The inspection of L & A Market Corp, a grocery store under 15,000 square feet, took place on February 13, 2026. State inspectors with the Florida Department of Agriculture and Consumer Services documented 8 total violations, including 1 priority violation, 1 repeat violation, and several intermediate-level findings that pointed to gaps in how the store's staff understood and managed food safety responsibilities.
The store ultimately met sanitation inspection requirements that day, but none of the violations were formally corrected on site, with one exception noted in the raw meat finding.
What Inspectors Found
The priority violation, raw bacon stored directly above cabbage and cucumber, was addressed during the inspection. The inspector noted the bacon was moved to an appropriate location while the visit was still underway.
The store also had no ambient air thermometer available for the reach-in cooler displaying milk in the retail area, meaning there was no way for staff to verify that the cooler was maintaining safe temperatures without a probe thermometer check.
The backroom had paper towels missing at the employee restroom handwashing sink. The inspector noted that paper towels were provided during the visit, making that one of the few items resolved the same day.
A Repeat Problem at the Top
The most structurally significant finding was not the raw bacon. It was the repeat citation.
Inspectors flagged that the store still did not have a certified food protection manager, and that no certificate was available at the time of the inspection. The word "repeat" in the inspection record means state inspectors had cited L & A Market Corp for this same deficiency before, and the store had not resolved it between visits.
A certified food protection manager is not a minor paperwork requirement. It is the person responsible for knowing whether the store's food handling, storage, and employee practices actually meet state standards. Without one, there is no designated point of accountability when something goes wrong.
Staff Could Not Answer Basic Food Safety Questions
Three of the eight violations pointed to the same underlying problem: the people running the store on the day of inspection did not appear to have a working knowledge of food safety fundamentals.

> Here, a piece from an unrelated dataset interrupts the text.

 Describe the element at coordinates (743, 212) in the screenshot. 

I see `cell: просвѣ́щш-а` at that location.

The person in charge could not correctly answer questions about foodborne illnesses, their symptoms, or employee reporting responsibilities. The inspector noted that an employee health guide and reporting agreement were provided via email following the inspection.

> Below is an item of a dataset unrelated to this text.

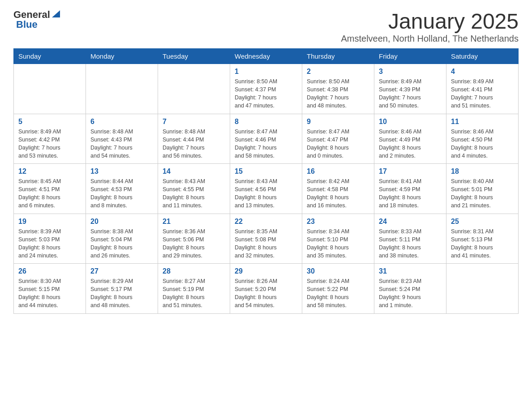 This screenshot has width=532, height=411. I want to click on logo-triangle-icon, so click(56, 14).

Separately, the store had no documentation showing that employees had been informed of their reporting responsibilities regarding foodborne illness and symptoms in any verifiable way. No training records, no signed agreements, no confirmation that the conversation had ever taken place.

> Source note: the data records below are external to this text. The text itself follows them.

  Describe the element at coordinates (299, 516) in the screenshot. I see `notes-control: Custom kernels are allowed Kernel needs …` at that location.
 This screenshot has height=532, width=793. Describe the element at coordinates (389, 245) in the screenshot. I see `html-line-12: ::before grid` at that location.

The store also had no written policy for responding to a vomit or diarrheal event on the premises. The inspector noted that guidance was provided via email. These three findings together describe a store where the basic framework for managing a food safety incident was not in place.
What These Violations Mean
The raw bacon violation is the one that draws the eye, and for good reason. Raw animal proteins carry bacteria including Salmonella and Campylobacter. When raw meat is stored above ready-to-eat produce like cabbage or cucumber, any drip or leak from the packaging falls directly onto food that a customer may take home and eat without cooking. The fact that the bacon was moved during the inspection does not undo however long it had been stored that way before the inspector arrived.
The missing thermometer in the milk cooler is a quieter problem with real consequences. Without a working ambient thermometer, store staff cannot confirm that dairy products are staying at or below 41 degrees Fahrenheit. Temperature drift in a retail cooler can happen gradually, and without a visible reading, no one catches it until a product is already compromised.
The three violations tied to staff knowledge and illness reporting are interconnected. If the person in charge cannot correctly explain when a sick employee should be excluded from food handling, and if employees have never been formally told what symptoms require them to stay home, the store has no functional barrier against a sick worker handling food that goes directly onto shelves. That is the scenario at the center of many retail foodborne illness outbreaks.
The Longer Record
The repeat citation for the missing certified food protection manager is the clearest signal in this inspection record. A repeat violation means the state had already identified this gap, the store had an opportunity to fix it, and when inspectors returned, the problem was still there.
The February 2026 inspection resulted in the store meeting sanitation requirements overall, which means inspectors did not find conditions severe enough to warrant closure or a stop-sale order. But meeting the minimum threshold and having a fully functional food safety program are not the same thing.
Seven of the eight violations cited in February remained unresolved at the time the inspection concluded. The raw bacon was moved. Paper towels were restocked. The certified food manager certificate, the staff training documentation, the illness reporting policy, the thermometer, and the cluttered backroom were not corrected on site.